Welcome back, Lynn. We need all the help we can get.

Vortician Doug Ashton added this: “John, your perspective is useful because it ties together so many disparate parts of what is happening. That’s why I like the concept of the New Data Center. The landscape is getting confusing with all the terminology, something that is creating barriers to growth.

“My guess is the media is generally far behind this curve and, unfortunately, that will allow less ‘ethical’ managers to portray themselves in a more positive way than should be the case. The tech industry is a bastion for those bent on manipulation and it continues to this day.
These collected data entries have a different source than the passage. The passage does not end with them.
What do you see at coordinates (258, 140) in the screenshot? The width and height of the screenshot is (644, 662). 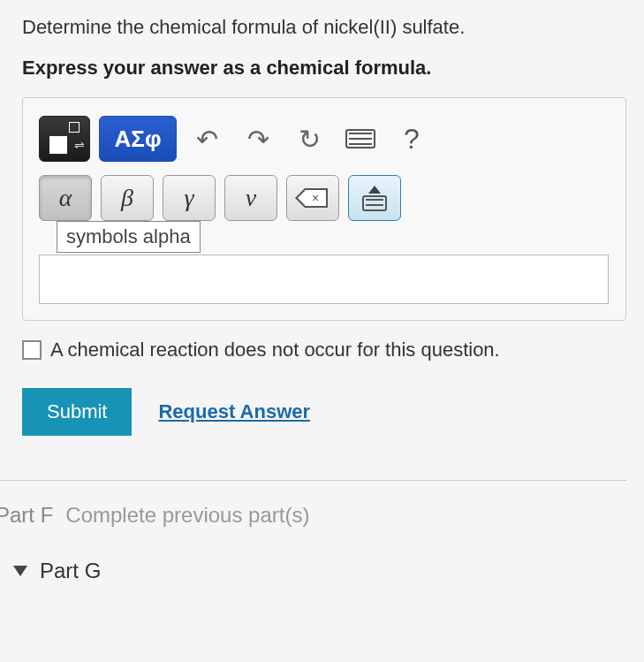 I see `redo-icon: ↷` at bounding box center [258, 140].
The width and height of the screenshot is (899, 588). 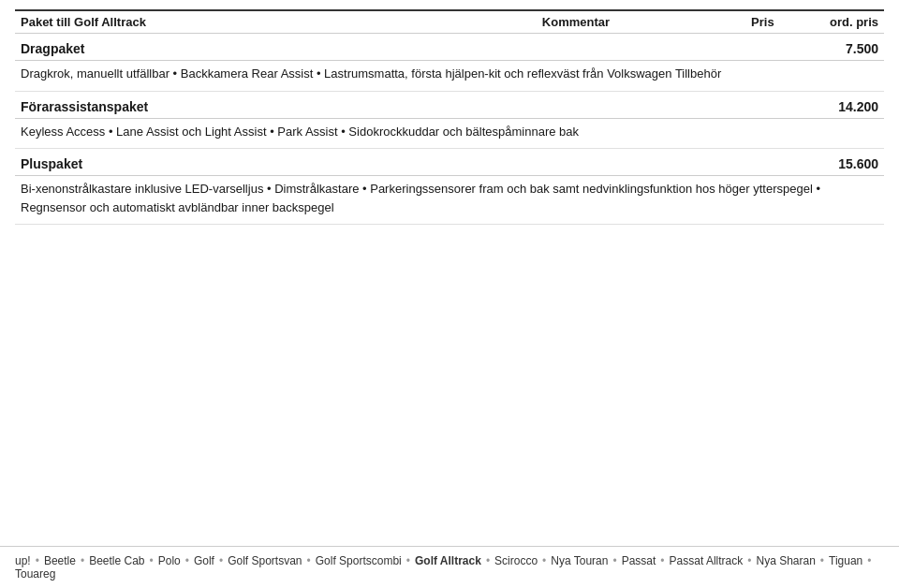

In general, the Wall Street analysts don’t know enough to call them on it.  What is needed (is work) that ties everything together but such pieces are not what most vertically and sub-segment-focused analysts are good at. 

“It is a key time to get industry participants on some kind of path for explaining the changes that are taking shape and your outline does that well. Also, it seems to me that if part of the downturn was based on the major changes that you talk about, there has to be a period of introspection and re-systemization before we can lurch forward. I believe, as I think you do, that just such a process is slowly being put behind us.”

Finally, this from new Vortician, but longtime colleague, Jim Metzler of the Ashton, Metzler and Associates consultancy. “John, I wish you had called it ‘The New IT Model’ or something like that.  I say that in part because then you could include the fact that there is a lot of change going on in terms of the appliances that access applications.

“Some of these changes you allude to in the white paper; i.e., the movement to wireless. But other changes include the proliferation of differing types of devices as well as the simultaneous convergence of functionality.  By that I mean having a phone that is also your PDA; having a PDA that is also your phone. Not only is there a question of which devices (and, hence, which companies) win, but what type of functionality needs to be in these devices.  And, as you certainly know, there has been speculation for a few years now that the PC will die away as fast as it came into being.  Talk about a major change in how we do computing!  Talk about a major change in terms of vendor success.

“When I look at your diagram (for the New Data Center concept), I respond as would anybody who was raised to salute the OSI Model. By that I mean that I mentally saw an arrow that indicated that information flowed into the top of the diagram and then down through each layer in turn. 

“But that is not how it happens in reality.  Somebody sitting at a PC wants to input a sales order.  They type in something meaningful and hit ‘Return.’  The PC sits on a LAN and so the info transits the LAN.  The info hits a router which routes the info over the WAN to another router where it is routed to a server on which resides the application.  This application may well request info from a database server that resides on a SAN.

“Bottom line: An OSI mindset does not describe the New IT Model. (Did you notice how I cleverly snuck that in?)  It would be fun to try to construct a model that talks of info flow in the IT infrastructure of the 21st century.”